One of my favorite places to go used to be the Warner Bros. Studio Store. I visited several of them, in Chicago, New Orleans, Detroit, basically anywhere I travelled. Every time I walked into one I wished, like George Bailey in "It's a Wonderful Life," that I had a million dollars. As a Batman and Superman fan, the Studio Store was often the only place I could find collectibles suitable for my displays, like this one.

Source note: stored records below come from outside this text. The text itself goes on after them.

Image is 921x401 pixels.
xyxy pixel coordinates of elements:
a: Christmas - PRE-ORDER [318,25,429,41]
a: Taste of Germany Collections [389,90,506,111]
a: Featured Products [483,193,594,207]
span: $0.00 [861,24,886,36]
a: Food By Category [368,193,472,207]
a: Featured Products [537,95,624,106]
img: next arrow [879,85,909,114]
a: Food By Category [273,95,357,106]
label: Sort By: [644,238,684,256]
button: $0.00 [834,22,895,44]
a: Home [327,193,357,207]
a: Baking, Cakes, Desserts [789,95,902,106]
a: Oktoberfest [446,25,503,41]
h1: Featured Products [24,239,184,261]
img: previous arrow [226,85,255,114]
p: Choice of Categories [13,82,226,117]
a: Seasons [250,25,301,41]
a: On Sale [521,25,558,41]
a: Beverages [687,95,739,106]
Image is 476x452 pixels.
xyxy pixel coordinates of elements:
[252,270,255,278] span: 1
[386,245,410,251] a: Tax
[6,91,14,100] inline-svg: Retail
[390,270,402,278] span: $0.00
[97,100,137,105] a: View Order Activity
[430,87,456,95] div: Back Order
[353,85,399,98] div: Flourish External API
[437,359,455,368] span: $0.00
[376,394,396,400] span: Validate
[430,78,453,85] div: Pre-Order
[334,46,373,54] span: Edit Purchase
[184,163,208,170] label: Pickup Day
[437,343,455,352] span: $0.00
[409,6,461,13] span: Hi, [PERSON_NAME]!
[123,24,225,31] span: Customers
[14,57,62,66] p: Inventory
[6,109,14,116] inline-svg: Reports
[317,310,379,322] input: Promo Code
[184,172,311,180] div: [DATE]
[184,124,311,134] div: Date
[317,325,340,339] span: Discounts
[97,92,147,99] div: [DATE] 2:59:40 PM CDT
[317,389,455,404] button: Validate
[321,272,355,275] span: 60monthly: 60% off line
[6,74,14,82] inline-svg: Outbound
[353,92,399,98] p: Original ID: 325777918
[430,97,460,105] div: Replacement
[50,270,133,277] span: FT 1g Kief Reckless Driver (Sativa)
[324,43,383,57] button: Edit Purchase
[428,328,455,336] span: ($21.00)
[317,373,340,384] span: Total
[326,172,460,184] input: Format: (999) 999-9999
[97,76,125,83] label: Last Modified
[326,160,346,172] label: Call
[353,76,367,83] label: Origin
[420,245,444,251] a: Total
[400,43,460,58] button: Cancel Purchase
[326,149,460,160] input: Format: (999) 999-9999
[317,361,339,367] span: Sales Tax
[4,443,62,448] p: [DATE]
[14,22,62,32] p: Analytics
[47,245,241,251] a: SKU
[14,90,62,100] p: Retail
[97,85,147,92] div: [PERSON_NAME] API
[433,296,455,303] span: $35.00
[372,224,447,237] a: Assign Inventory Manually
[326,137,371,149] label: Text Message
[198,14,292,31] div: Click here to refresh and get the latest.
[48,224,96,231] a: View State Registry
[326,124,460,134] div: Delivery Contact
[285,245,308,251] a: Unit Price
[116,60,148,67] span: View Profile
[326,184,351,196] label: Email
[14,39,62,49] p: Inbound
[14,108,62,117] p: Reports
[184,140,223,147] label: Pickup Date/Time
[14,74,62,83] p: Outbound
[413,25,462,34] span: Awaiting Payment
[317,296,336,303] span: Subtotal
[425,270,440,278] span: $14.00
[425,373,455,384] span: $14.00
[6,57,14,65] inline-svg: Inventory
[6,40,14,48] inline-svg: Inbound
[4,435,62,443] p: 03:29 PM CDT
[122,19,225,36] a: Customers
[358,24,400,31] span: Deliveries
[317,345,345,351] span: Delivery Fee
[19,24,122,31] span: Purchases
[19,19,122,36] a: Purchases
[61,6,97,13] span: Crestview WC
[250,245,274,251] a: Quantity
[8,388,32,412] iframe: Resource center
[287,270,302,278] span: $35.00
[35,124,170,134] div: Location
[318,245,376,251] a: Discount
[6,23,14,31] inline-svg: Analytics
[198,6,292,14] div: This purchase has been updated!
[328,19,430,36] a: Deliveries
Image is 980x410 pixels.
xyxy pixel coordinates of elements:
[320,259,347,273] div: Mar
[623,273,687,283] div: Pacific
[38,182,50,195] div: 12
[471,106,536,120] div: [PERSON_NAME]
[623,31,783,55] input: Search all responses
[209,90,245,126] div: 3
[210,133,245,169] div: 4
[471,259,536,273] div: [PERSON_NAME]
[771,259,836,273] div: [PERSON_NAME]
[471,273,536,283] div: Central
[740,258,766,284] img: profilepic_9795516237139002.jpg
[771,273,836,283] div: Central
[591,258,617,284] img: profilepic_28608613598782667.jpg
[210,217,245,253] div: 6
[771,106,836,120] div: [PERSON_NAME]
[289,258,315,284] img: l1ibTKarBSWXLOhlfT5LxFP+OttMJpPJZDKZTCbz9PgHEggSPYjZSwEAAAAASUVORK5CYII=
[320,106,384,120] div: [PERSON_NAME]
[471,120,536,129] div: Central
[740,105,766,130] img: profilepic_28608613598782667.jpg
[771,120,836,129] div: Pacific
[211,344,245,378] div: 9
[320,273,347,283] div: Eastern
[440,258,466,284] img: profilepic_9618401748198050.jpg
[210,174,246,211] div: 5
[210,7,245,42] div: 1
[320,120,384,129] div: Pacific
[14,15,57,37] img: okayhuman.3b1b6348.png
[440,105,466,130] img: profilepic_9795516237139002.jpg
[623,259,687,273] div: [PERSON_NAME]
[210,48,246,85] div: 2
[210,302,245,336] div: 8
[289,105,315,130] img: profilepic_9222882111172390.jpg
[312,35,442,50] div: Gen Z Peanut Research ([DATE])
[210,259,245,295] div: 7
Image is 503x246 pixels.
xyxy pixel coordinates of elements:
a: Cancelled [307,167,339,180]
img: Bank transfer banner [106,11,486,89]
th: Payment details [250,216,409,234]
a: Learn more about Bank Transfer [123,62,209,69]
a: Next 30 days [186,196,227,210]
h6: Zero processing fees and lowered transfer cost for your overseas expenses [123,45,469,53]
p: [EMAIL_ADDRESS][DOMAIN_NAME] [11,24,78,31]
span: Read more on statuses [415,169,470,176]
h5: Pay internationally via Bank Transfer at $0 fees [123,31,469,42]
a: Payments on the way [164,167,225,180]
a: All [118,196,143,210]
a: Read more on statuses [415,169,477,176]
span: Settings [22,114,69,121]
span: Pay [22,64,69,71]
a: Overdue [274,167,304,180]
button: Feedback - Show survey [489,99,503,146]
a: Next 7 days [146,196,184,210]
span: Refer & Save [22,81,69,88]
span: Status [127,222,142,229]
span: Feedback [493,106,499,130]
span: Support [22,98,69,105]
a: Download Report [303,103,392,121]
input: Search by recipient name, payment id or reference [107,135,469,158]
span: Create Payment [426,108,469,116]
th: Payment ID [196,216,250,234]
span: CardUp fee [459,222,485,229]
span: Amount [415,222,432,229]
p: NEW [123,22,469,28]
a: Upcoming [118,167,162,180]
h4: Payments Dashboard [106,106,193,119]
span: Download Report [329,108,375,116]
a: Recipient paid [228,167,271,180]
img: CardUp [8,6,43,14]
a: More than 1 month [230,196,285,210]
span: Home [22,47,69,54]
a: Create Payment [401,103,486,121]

I remember one very pleasant trip that my wife and I took to the WBSS in Water Tower Place in Chicago. It was going to be the first of many birthday trips for me. We took the South Shore train from South Bend into the Loop in downtown Chicago, had a nice lunch, and took a cab up to the northernmost point of Michigan Avenue. After I'd bought all the stuff I could afford I was not looking forward to carrying it all, so I asked about shipping it home. As it happened, we found out that if we shipped things home, we only had to pay Indiana sales tax instead of Chicago sales tax, which at that time was a substantial difference. In fact, the difference covered the cost of shipping! So we walked out of the store empty-handed but happy, and walked the rest of the way south on the Magnificent Mile and shopped for Christmas gifts for our families, shipping everything home the same way.

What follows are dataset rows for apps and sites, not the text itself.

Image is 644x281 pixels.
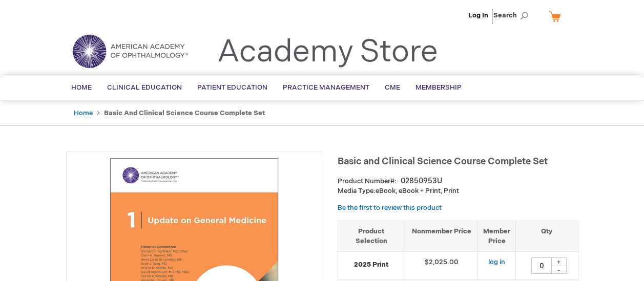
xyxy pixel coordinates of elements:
a: Home [74,109,93,117]
strong: Basic and Clinical Science Course Complete Set [104,109,265,117]
a: log in [488,258,505,266]
span: Basic and Clinical Science Course Complete Set [337,156,548,167]
input: Qty [531,258,552,274]
span: Clinical Education [107,84,182,92]
a: Academy Store [217,34,438,71]
th: Nonmember Price [405,221,478,251]
span: Patient Education [197,84,267,92]
th: Member Price [478,221,516,251]
strong: Media Type: [337,187,376,195]
a: Log In [469,11,488,20]
span: Practice Management [283,84,369,92]
span: CME [385,84,400,92]
td: $2,025.00 [405,251,478,280]
strong: 2025 Print [344,260,400,270]
span: Membership [416,84,462,92]
strong: Product Number [337,177,396,185]
div: + [551,258,566,266]
span: Search [493,5,533,26]
th: Product Selection [338,221,405,251]
a: Be the first to review this product [337,204,441,212]
div: 02850953U [401,176,442,186]
span: Home [71,84,92,92]
th: Qty [516,221,578,251]
p: eBook, eBook + Print, Print [337,186,579,196]
div: - [551,266,566,274]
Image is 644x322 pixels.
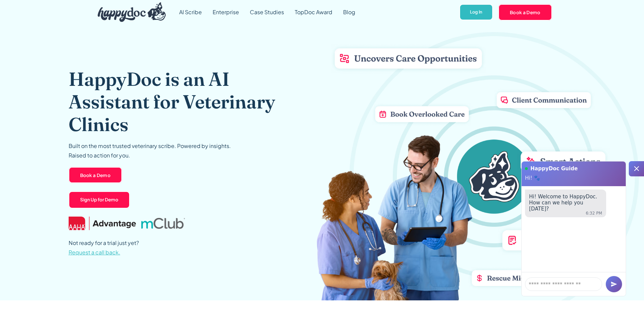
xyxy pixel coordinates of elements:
[498,4,552,20] a: Book a Demo
[141,218,185,229] img: mclub logo
[69,191,130,209] a: Sign Up for Demo
[459,4,493,21] a: Log In
[92,0,166,24] a: home
[69,141,231,160] p: Built on the most trusted veterinary scribe. Powered by insights. Raised to action for you.
[69,68,297,136] h1: HappyDoc is an AI Assistant for Veterinary Clinics
[69,217,136,230] img: AAHA Advantage logo
[69,167,122,183] a: Book a Demo
[98,2,166,22] img: HappyDoc Logo: A happy dog with his ear up, listening.
[69,238,139,257] p: Not ready for a trial just yet?
[69,249,121,255] span: Request a call back.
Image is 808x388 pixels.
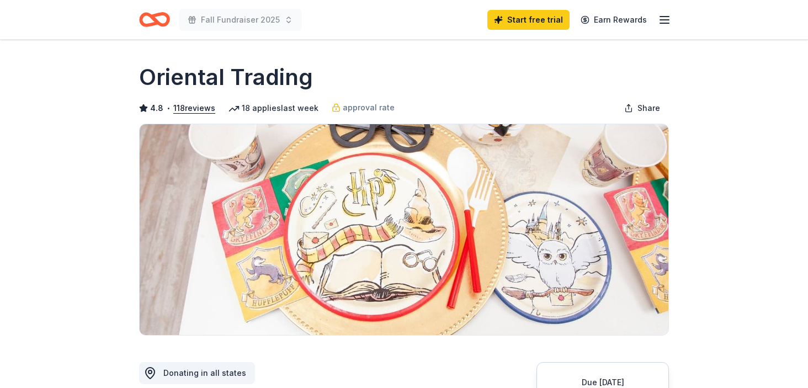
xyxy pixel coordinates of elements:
[139,62,313,93] h1: Oriental Trading
[615,97,669,119] button: Share
[139,7,170,33] a: Home
[150,102,163,115] span: 4.8
[574,10,653,30] a: Earn Rewards
[332,101,395,114] a: approval rate
[228,102,318,115] div: 18 applies last week
[487,10,569,30] a: Start free trial
[201,13,280,26] span: Fall Fundraiser 2025
[637,102,660,115] span: Share
[343,101,395,114] span: approval rate
[173,102,215,115] button: 118reviews
[140,124,668,335] img: Image for Oriental Trading
[179,9,302,31] button: Fall Fundraiser 2025
[163,368,246,377] span: Donating in all states
[167,104,171,113] span: •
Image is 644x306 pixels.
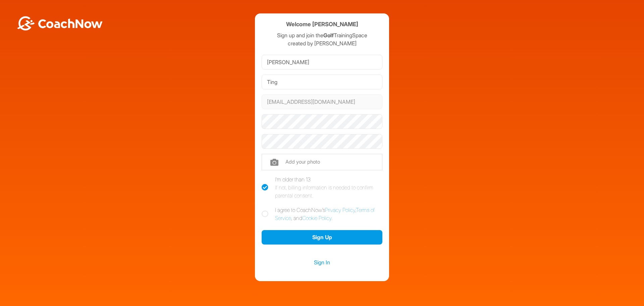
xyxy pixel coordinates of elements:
[261,230,383,245] button: Sign Up
[261,258,383,267] a: Sign In
[275,175,383,199] div: I'm older than 13
[286,20,358,29] h4: Welcome [PERSON_NAME]
[275,183,383,199] div: If not, billing information is needed to confirm parental consent.
[16,16,103,30] img: BwLJSsUCoWCh5upNqxVrqldRgqLPVwmV24tXu5FoVAoFEpwwqQ3VIfuoInZCoVCoTD4vwADAC3ZFMkVEQFDAAAAAElFTkSuQmCC
[302,215,331,221] a: Cookie Policy
[325,206,355,213] a: Privacy Policy
[323,32,334,39] strong: Golf
[261,55,383,70] input: First Name
[261,39,383,48] p: created by [PERSON_NAME]
[261,206,383,222] label: I agree to CoachNow's , , and .
[261,94,383,109] input: Email
[261,75,383,89] input: Last Name
[275,206,375,221] a: Terms of Service
[261,31,383,39] p: Sign up and join the TrainingSpace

Unfortunately, the Warner Brothers Studio Stores closed the next year and that turned out to be our last trip. Now that I'm about to be a father, though, I look forward to taking my daughter on the South Shore just for another pleasant day in Chicago, just like the one we took a few years ago. I can just see her wanting to go in the American Girl store, the Ghirardelli Chocolate shop, and other Magnificent Mile treats. I just wish there was one more place we could visit where she could see the huge Batman and Superman statues that greeted us at the door.